Wednesday, August 20, 2008

More Money, More Spiritual Life

This blog is a follow-up of 'No Money, No Spiritual Life'.

If money is nothing more than an avatar of life-energy value which facilitates convenient bartering, wouldn't I be able to do more for the world if I had more of this value, if by default I am a highly inspiring, loving, generous and creative person?

It was a knock behind my head when T.Harv Ecker commented about how creative people and activists make justifications for not going out there and making more money; they say other things like creativity, culture, the environment, is more important than just making money. He quotes an example, "What about saving the environment and the rainforests?" I laughed out loud when T.Harv replied, "Well, make tons of money and buy the entire damn rainforest!!!".

It wouldn't have made such a big significance if not for the fact that I know my dead idol, River Phoenix, rose, like his name foretells, from ashes into someone who could buy nature for his family and an entire rainforest to preserve before his untimely death - Exit, poof. (That's how all these candles in the wind seem to go.) But the life River Phoenix had led prior to his death, a life of complete freedom, frugality, creativity and purpose was not his excuse to NOT go ahead and make tons of money so he could do more good for the world.

How many times have we heard about community projects and fabulous ideas that couldn't take flight or couldn't impact enough of people's lives because of a lack of funding? How many productive hours by passionate and creative people, end up being spent going around raising funds when it could've been spent generating more valuable ideas and reaching out to more people hands-on. No money, no spiritual life.

The identity and survival of Penang (or anywhere else with a similar scenario, for that matter) as a heritage, cultural, creative centre depends upon the money-making abilities of the business-minded people. I grew up with enough bad press about the evils of corporations and entrepreneurs who rape, plunder and destroy earth for their mansions and luxury cars. Enough to know that 'corporations, and their never-ceasing bottom-line chant' are not people I will invest my life energy towards.

But then I see Anita Roddick. And then I see T.Harv Ecker. And then I start seeing thousands and thousands of others like them who are holding this world together, forming a barricade against the onslaught of mindless and senseless capitalism. These are people who have used a neutral system to their advantage. It's not the system, it's the people behind them. While the creative, spiritual, righteous, intellectual, professional, ethical ones are sitting in the pasture like lambs holding a tea-party to console each other about the dangers outside these white picket fences, the hungry capitalists lurk just outside, ready to unleash a series of actions that will make this world inhospitable at best, uninhabitable in the end.

So I suppose, if our ultimate aim is to have great spiritual life, then we must push back. With the energy of love, ethics and purpose, we must push the barrier back so that in the end our type of existence becomes the Circle, and not we, the encircled. Capitalism can work our way. Anita Roddick has showed us how. We can choose to live more, or live less, with more or with less money, that's for sure. But in the end, we gotta admit that we can DO more with money than we can do without money. When we live, we live our own life, and we rest in our own grave. When we do, we impact the lives of others, for better or for worse. I say let the good people Do instead of being done to.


▶ [Required action]:
Could you output every record below exactly, leaving out the pictures?

Dataset entries:
++++++
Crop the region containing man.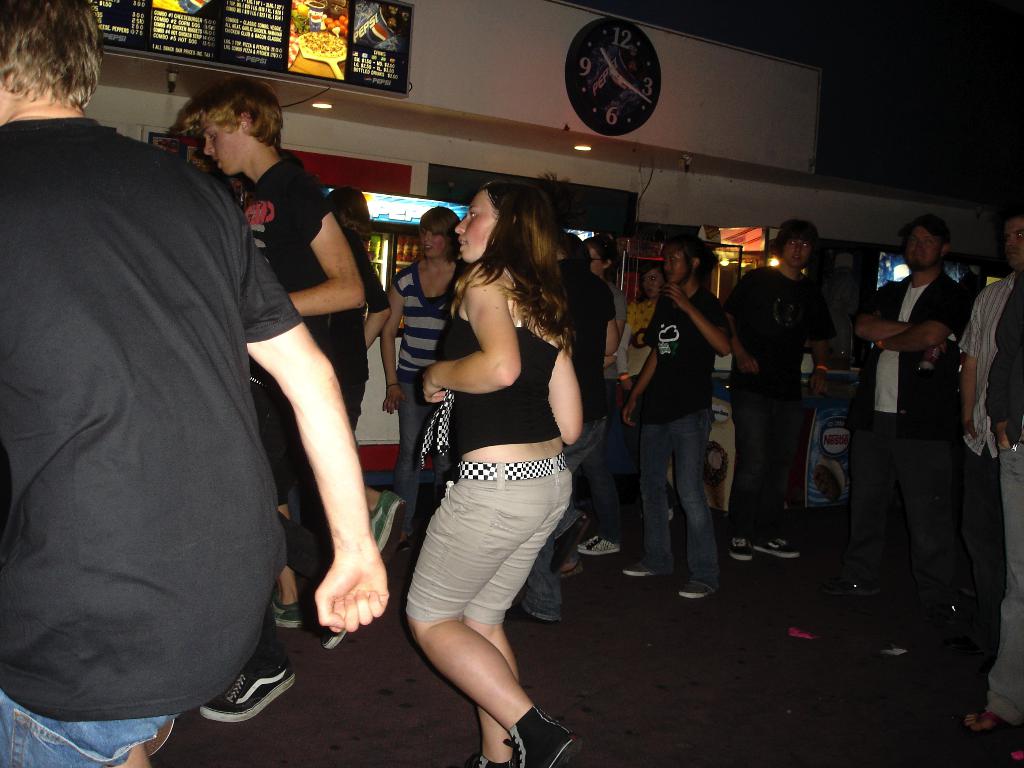
Crop region: [left=0, top=0, right=388, bottom=767].
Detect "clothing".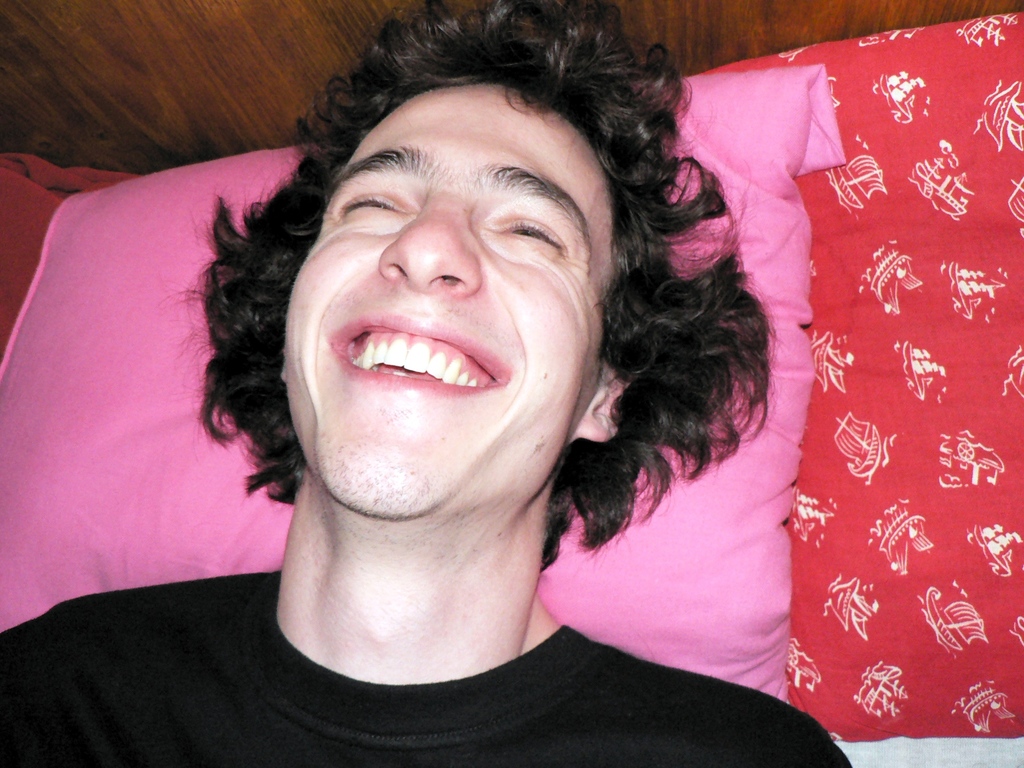
Detected at region(1, 571, 850, 767).
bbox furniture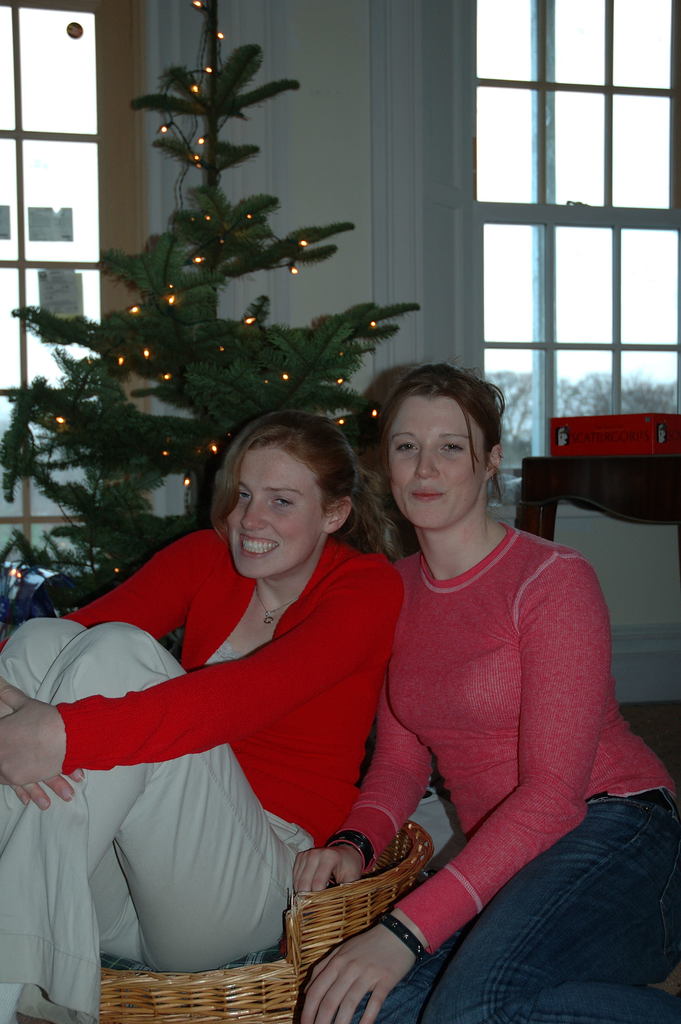
<region>85, 808, 436, 1023</region>
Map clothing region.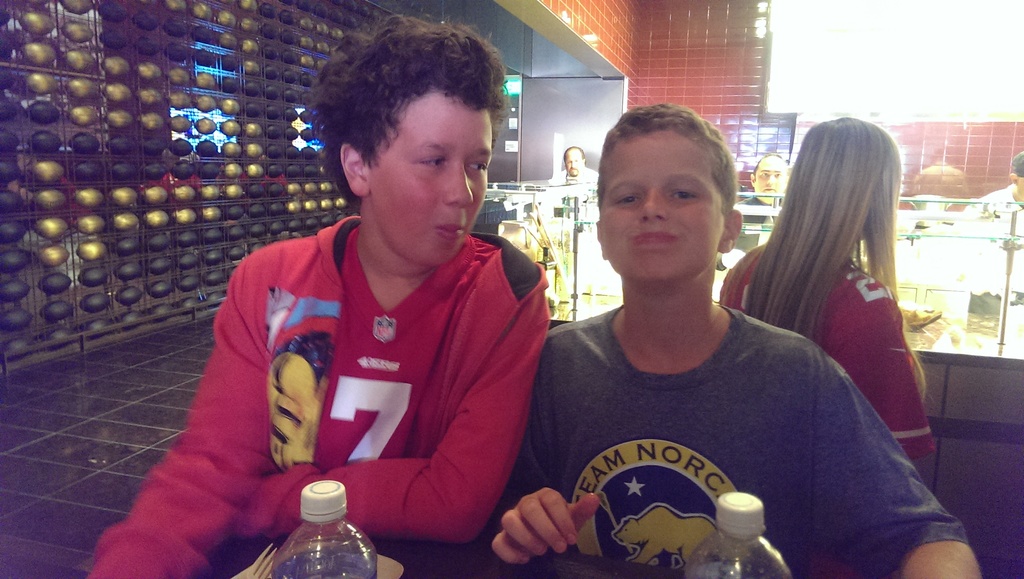
Mapped to {"left": 502, "top": 302, "right": 977, "bottom": 578}.
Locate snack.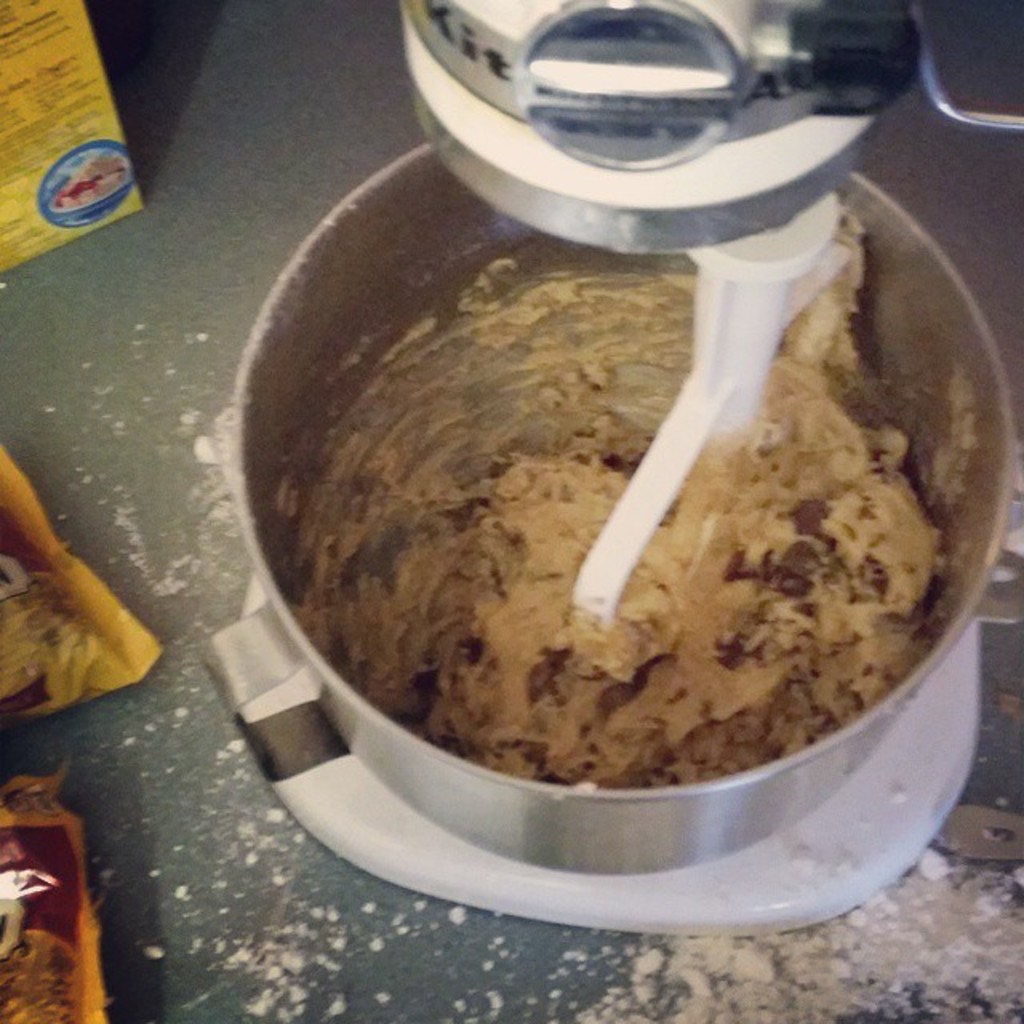
Bounding box: 365,352,954,781.
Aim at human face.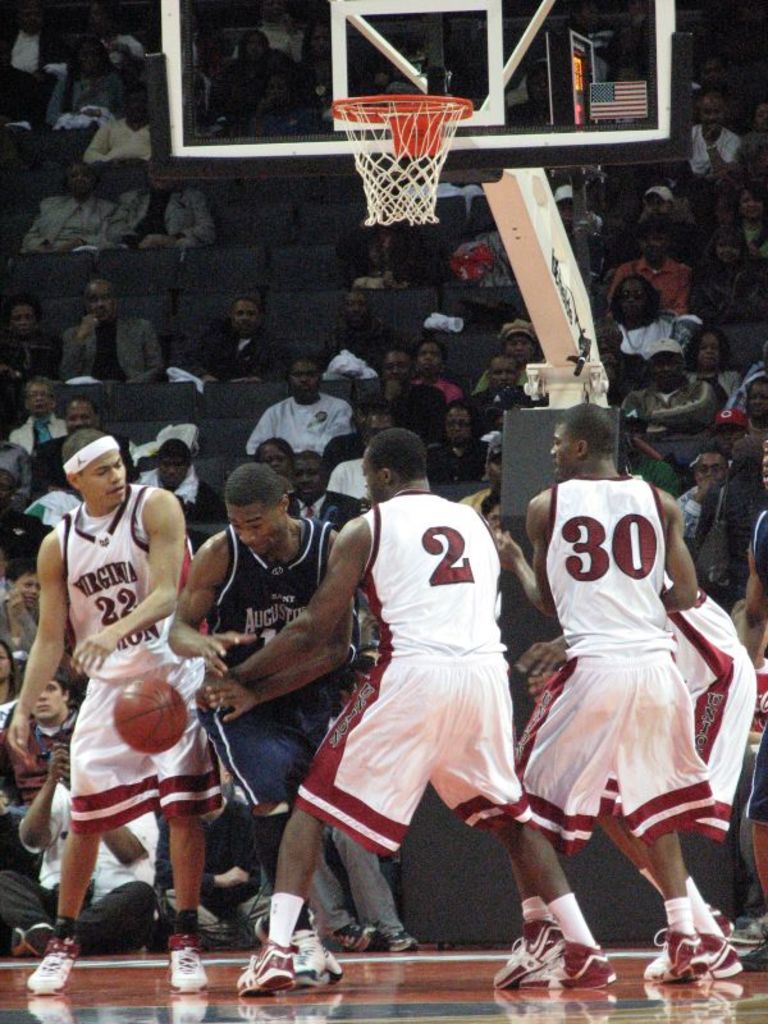
Aimed at (33, 685, 72, 719).
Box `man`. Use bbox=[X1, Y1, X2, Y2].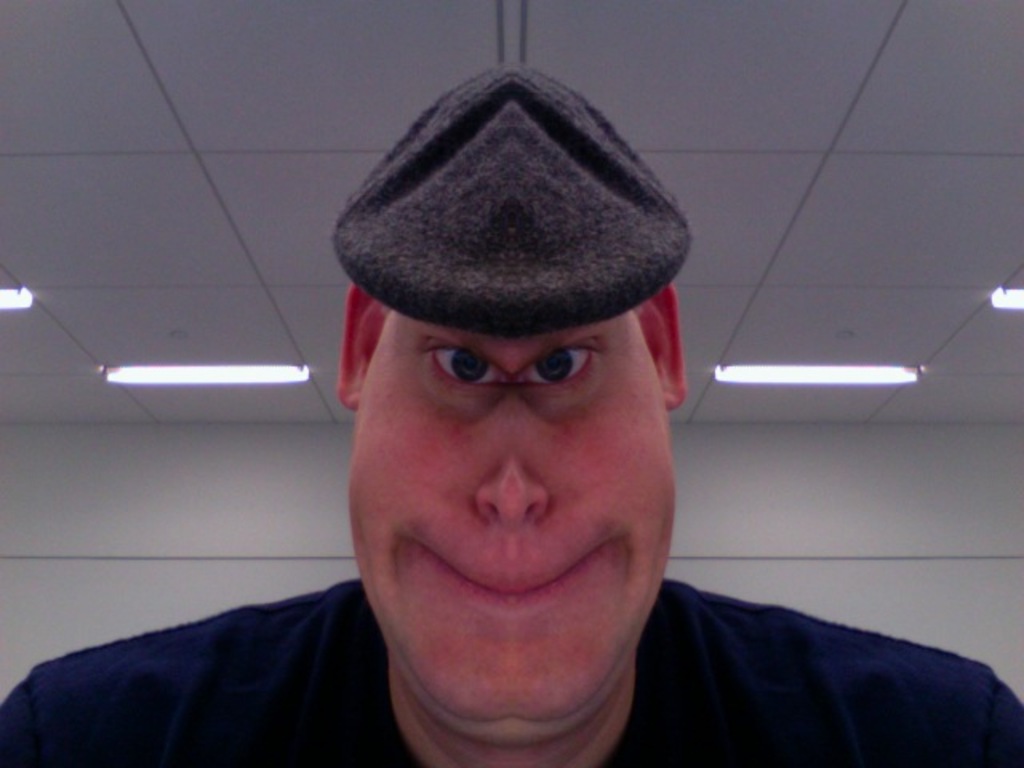
bbox=[0, 64, 1022, 766].
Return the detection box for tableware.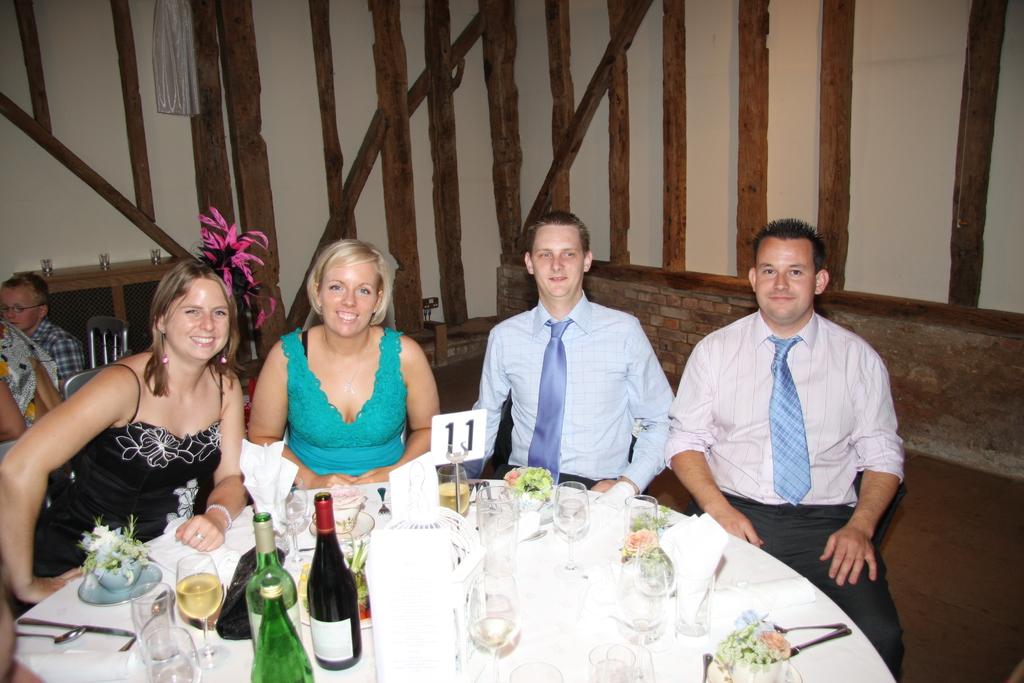
bbox=[621, 489, 653, 563].
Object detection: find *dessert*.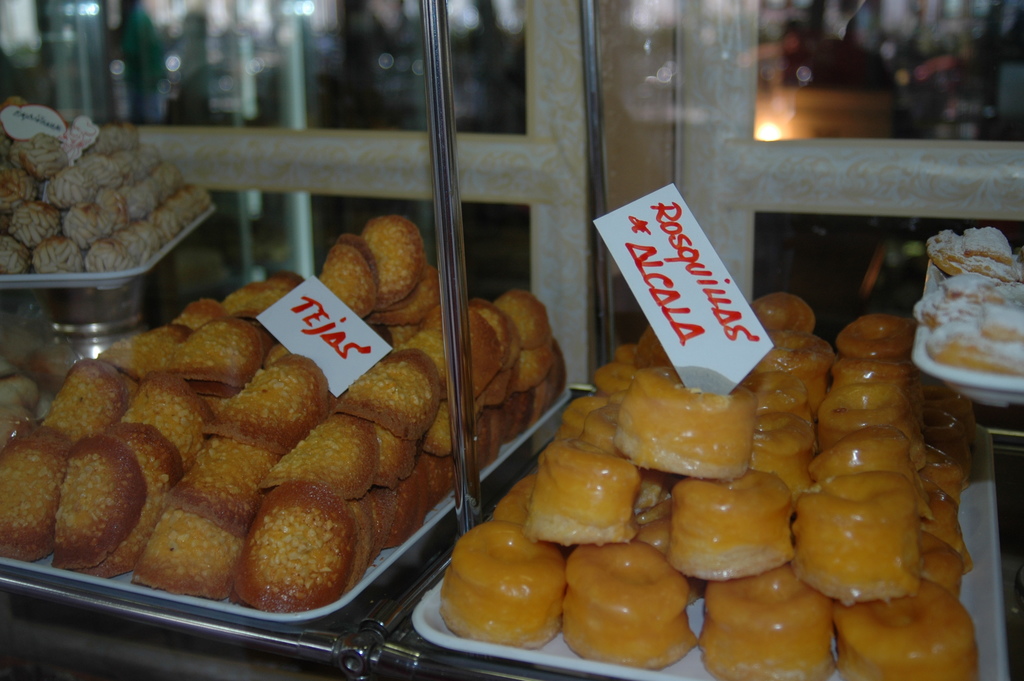
x1=194, y1=416, x2=282, y2=493.
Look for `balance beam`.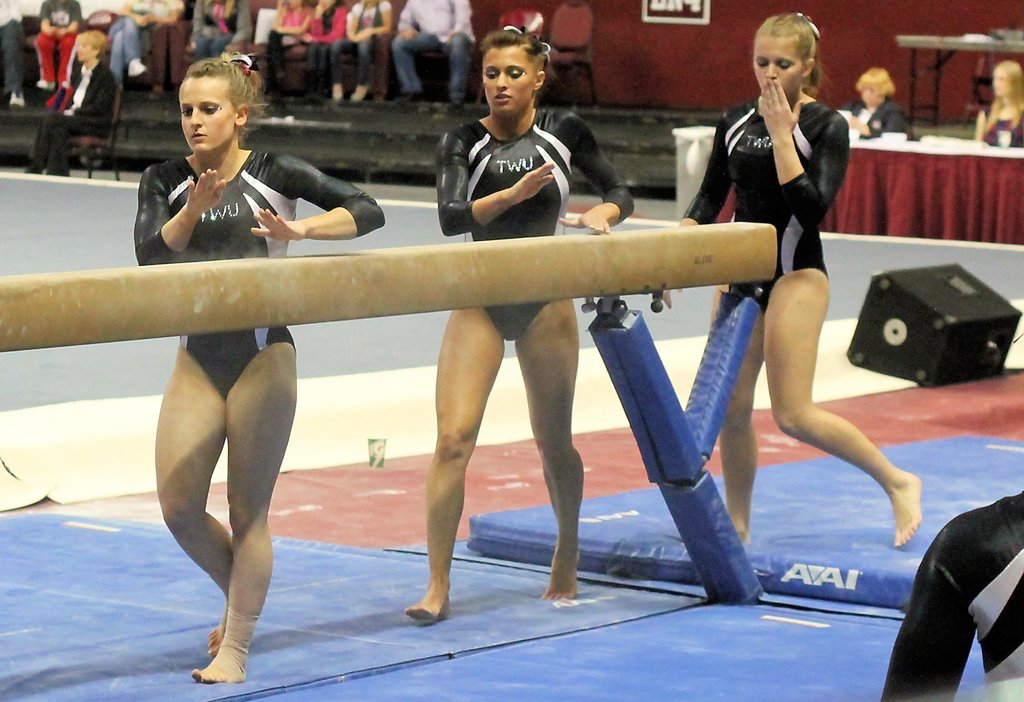
Found: left=0, top=221, right=780, bottom=352.
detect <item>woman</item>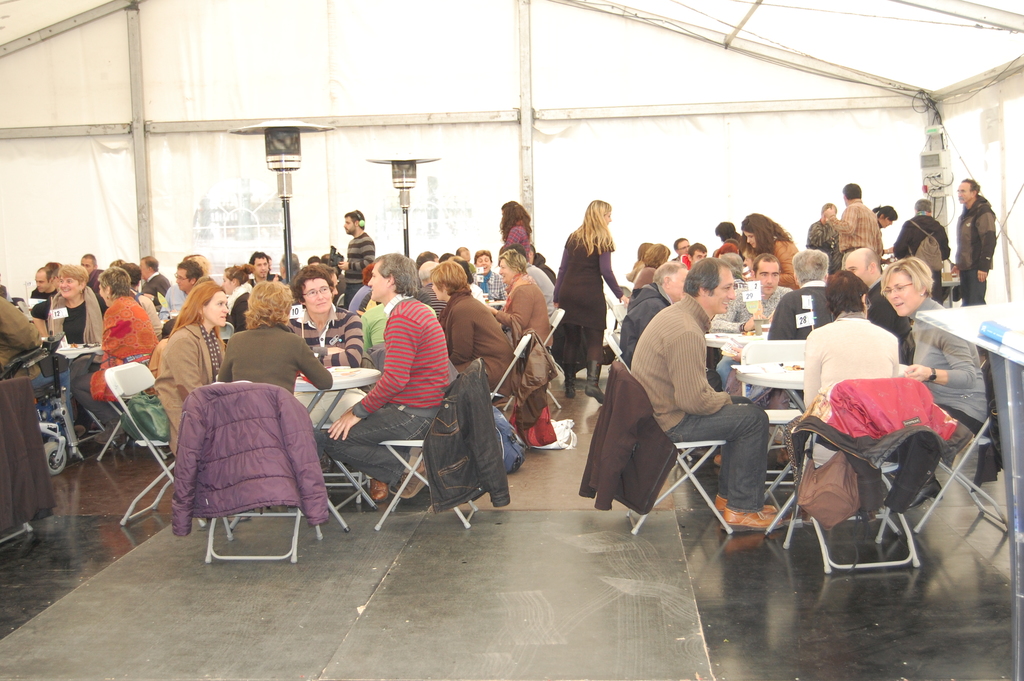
++++++
▶ [Reply to the task]:
Crop the region containing man.
Crop region: [left=0, top=0, right=388, bottom=767].
Detect "clothing".
Detected at region(1, 571, 850, 767).
bbox furniture
<region>85, 808, 436, 1023</region>
Map clothing region.
Mapped to {"left": 502, "top": 302, "right": 977, "bottom": 578}.
Locate snack.
Bounding box: 365,352,954,781.
Aim at human face.
Aimed at (33, 685, 72, 719).
Box `man`. Use bbox=[X1, Y1, X2, Y2].
bbox=[0, 64, 1022, 766].
Return the detection box for tableware.
bbox=[621, 489, 653, 563].
Object detection: find *dessert*.
x1=194, y1=416, x2=282, y2=493.
Look for `balance beam`.
Found: left=0, top=221, right=780, bottom=352.
detect <item>woman</item>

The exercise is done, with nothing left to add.